In one sentence:
Partner-led growth is a go-to-market strategy in which partners — usually a focused set of resellers, MSPs, or referral partners — drive the majority of new customer acquisition, often more than the vendor's direct sales team.
Confusingly, "PLG" most commonly means product-led growth in 2026 SaaS vocabulary. The narrower "partner-led growth" term describes vendors who depend on partners not as one channel among many, but as the primary channel. Datto, Veeam, ConnectWise, and N-able built billion-dollar businesses this way: dedicated partner channels generating 70–90% of total revenue.
Partner-Led vs Ecosystem-Led Growth
These two terms overlap but aren't synonyms:
- Partner-led growth — Narrow focus. A defined set of channel partners (resellers, MSPs) drives the majority of revenue. Operationally similar to a sales-led model where reps are external instead of internal.
- Ecosystem-led growth (ELG) — Broader. Uses the full ecosystem — partners, technology alliances, communities, advocates, influencers — as a connected growth engine. Partners are one part of a richer surface.
Most vendors marketed as "ELG" are actually partner-led: a defined reseller channel doing most of the work. True ELG, where dozens of ecosystem types contribute meaningfully, is rarer.
Where Partner-Led Growth Works
Partner-led models dominate in categories where:
- Customers buy in clusters from a trusted advisor — SMB IT (bought through MSPs), legal tech (bought through firm-specific consultancies), healthcare practice management (bought through value-added integrators).
- Implementation complexity is high — Products that need configuration, customization, or change management to deploy. VARs earn the services revenue that direct sales would have to build internally.
- Geographic distribution is fragmented — Selling to thousands of small customers across hundreds of regions is too expensive for direct teams; partners already cover the geography.
- Buyer's purchasing process favors a bundled relationship — Procurement teams prefer one invoice from a trusted reseller covering multiple vendors over direct relationships with each.
Operational Implications
Going partner-led changes how every team operates:
- Sales — Direct AEs are replaced or supplemented by channel account managers who work through partner reps rather than directly with end customers.
- Marketing — Demand generation feeds partner pipelines instead of vendor-direct funnels. Co-branded content, partner-portal MQLs, partner-specific campaigns.
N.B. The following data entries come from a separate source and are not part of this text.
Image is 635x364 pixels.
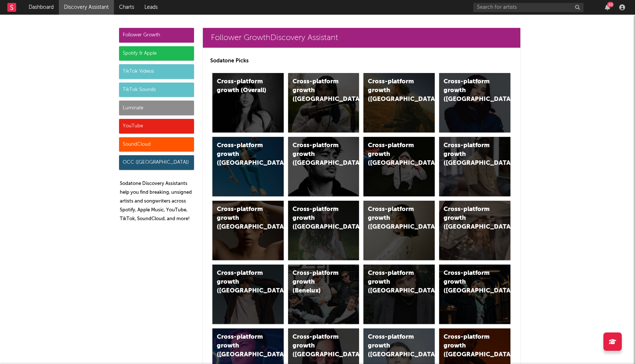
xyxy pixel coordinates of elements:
div: Luminate [119,100,194,115]
a: Cross-platform growth ([GEOGRAPHIC_DATA]) [363,73,435,133]
a: Cross-platform growth (Overall) [212,73,284,133]
div: SoundCloud [119,137,194,152]
div: Cross-platform growth ([GEOGRAPHIC_DATA]) [293,141,342,168]
p: Sodatone Discovery Assistants help you find breaking, unsigned artists and songwriters across Spo... [120,179,194,224]
div: Cross-platform growth ([GEOGRAPHIC_DATA]) [367,205,417,231]
a: Cross-platform growth ([GEOGRAPHIC_DATA]) [439,265,510,324]
a: Cross-platform growth ([GEOGRAPHIC_DATA]) [288,137,359,197]
div: Cross-platform growth (Overall) [217,77,266,95]
input: Search for artists [473,3,583,12]
div: Cross-platform growth (Benelux) [293,269,342,295]
a: Cross-platform growth ([GEOGRAPHIC_DATA]) [212,265,284,324]
a: Cross-platform growth ([GEOGRAPHIC_DATA]) [212,201,284,260]
div: Cross-platform growth ([GEOGRAPHIC_DATA]) [443,77,493,104]
div: Cross-platform growth ([GEOGRAPHIC_DATA]) [443,269,493,295]
a: Cross-platform growth ([GEOGRAPHIC_DATA]) [439,137,510,197]
div: Cross-platform growth ([GEOGRAPHIC_DATA]) [293,77,342,104]
div: TikTok Videos [119,64,194,79]
div: OCC ([GEOGRAPHIC_DATA]) [119,155,194,170]
div: TikTok Sounds [119,83,194,97]
p: Sodatone Picks [210,57,513,66]
div: Cross-platform growth ([GEOGRAPHIC_DATA]) [367,333,417,359]
div: Cross-platform growth ([GEOGRAPHIC_DATA]) [367,269,417,295]
a: Cross-platform growth ([GEOGRAPHIC_DATA]) [439,201,510,260]
a: Cross-platform growth ([GEOGRAPHIC_DATA]) [288,201,359,260]
div: Cross-platform growth ([GEOGRAPHIC_DATA]) [217,333,266,359]
div: Follower Growth [119,28,194,43]
a: Cross-platform growth ([GEOGRAPHIC_DATA]) [363,201,435,260]
div: 30 [607,2,614,7]
div: Cross-platform growth ([GEOGRAPHIC_DATA]) [293,333,342,359]
a: Cross-platform growth ([GEOGRAPHIC_DATA]) [288,73,359,133]
button: 30 [605,4,610,10]
div: Cross-platform growth ([GEOGRAPHIC_DATA]) [443,141,493,168]
div: Cross-platform growth ([GEOGRAPHIC_DATA]) [217,141,266,168]
div: Cross-platform growth ([GEOGRAPHIC_DATA]) [217,269,266,295]
div: Cross-platform growth ([GEOGRAPHIC_DATA]/GSA) [367,141,417,168]
div: Cross-platform growth ([GEOGRAPHIC_DATA]) [367,77,417,104]
a: Cross-platform growth ([GEOGRAPHIC_DATA]) [363,265,435,324]
a: Cross-platform growth ([GEOGRAPHIC_DATA]) [212,137,284,197]
div: YouTube [119,119,194,134]
a: Cross-platform growth ([GEOGRAPHIC_DATA]) [439,73,510,133]
a: Cross-platform growth ([GEOGRAPHIC_DATA]/GSA) [363,137,435,197]
div: Cross-platform growth ([GEOGRAPHIC_DATA]) [293,205,342,231]
div: Spotify & Apple [119,46,194,61]
a: Follower GrowthDiscovery Assistant [203,28,520,48]
div: Cross-platform growth ([GEOGRAPHIC_DATA]) [217,205,266,231]
div: Cross-platform growth ([GEOGRAPHIC_DATA]) [443,205,493,231]
div: Cross-platform growth ([GEOGRAPHIC_DATA]) [443,333,493,359]
a: Cross-platform growth (Benelux) [288,265,359,324]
- Product — Roadmap prioritizes capabilities partners need: multi-tenant management, white-label, deep integrations with partner tools (PSA software for MSPs, for instance).
- Customer success — Partners often own the ongoing customer relationship; vendor CS supports partners rather than end customers.
- Finance — Revenue recognition, commission accounting, and rebate management become major workstreams.
When Partner-Led Growth Fails
Vendors who shift to partner-led without earning it tend to discover three failure modes:
- Disintermediation pressure — Partners control the customer relationship; they can switch you for a competitor without warning. Concentration risk is severe.
- Margin erosion — Partner discounts compound. Your gross margin in a partner-led model is structurally lower than direct.
- Slower feedback loop — Partners filter customer feedback. Your product team learns about problems quarters after direct teams would.
When to Choose Partner-Led
Partner-led growth is the right model when:
- Your category has a well-established partner economy (MSP channel, agency channel, consultancy channel).
- Your average deal size justifies the partner margin (typically $5K+ ACV).
- You're willing to invest in partner-specific product capabilities even at the cost of direct-customer features.
- You can accept that your CAC will be partner commission, not direct sales cost.
Run partner-led growth without the operational drag
Elinkages handles the operational layer — partner portal, deal registration, commissions, multi-tenant tracking — so a small team can run a partner-led business that scales.
See how it works →Related Terms
Ecosystem-Led Growth (ELG)
Ecosystem-led growth (ELG) is a go-to-market strategy in which a company uses its partner ecosystem — integration partners, resellers, referrers, and adjacent vendors — as the primary engine for new customer acquisition, retention, and expansion.
Channel Partner
A channel partner is any third-party organization that sells, services, refers, or markets a vendor's products to end customers — operating as part of the vendor's indirect (non-direct) sales motion.
Value-Added Reseller (VAR)
A value-added reseller (VAR) is a company that buys products from a manufacturer or software vendor and resells them to end customers after adding value — typically through integration, customization, implementation services, training, or ongoing support.
Managed Service Provider (MSP)
A managed service provider (MSP) is a company that delivers IT, security, or software services to clients on an ongoing subscription — running infrastructure, support, and operations on the client's behalf for a recurring monthly fee.
Partner Attribution
Partner attribution is the practice of identifying which pipeline and revenue can be credited — fully or partially — to specific partners in your channel ecosystem, typically split into "sourced," "influenced," and "delivered" categories.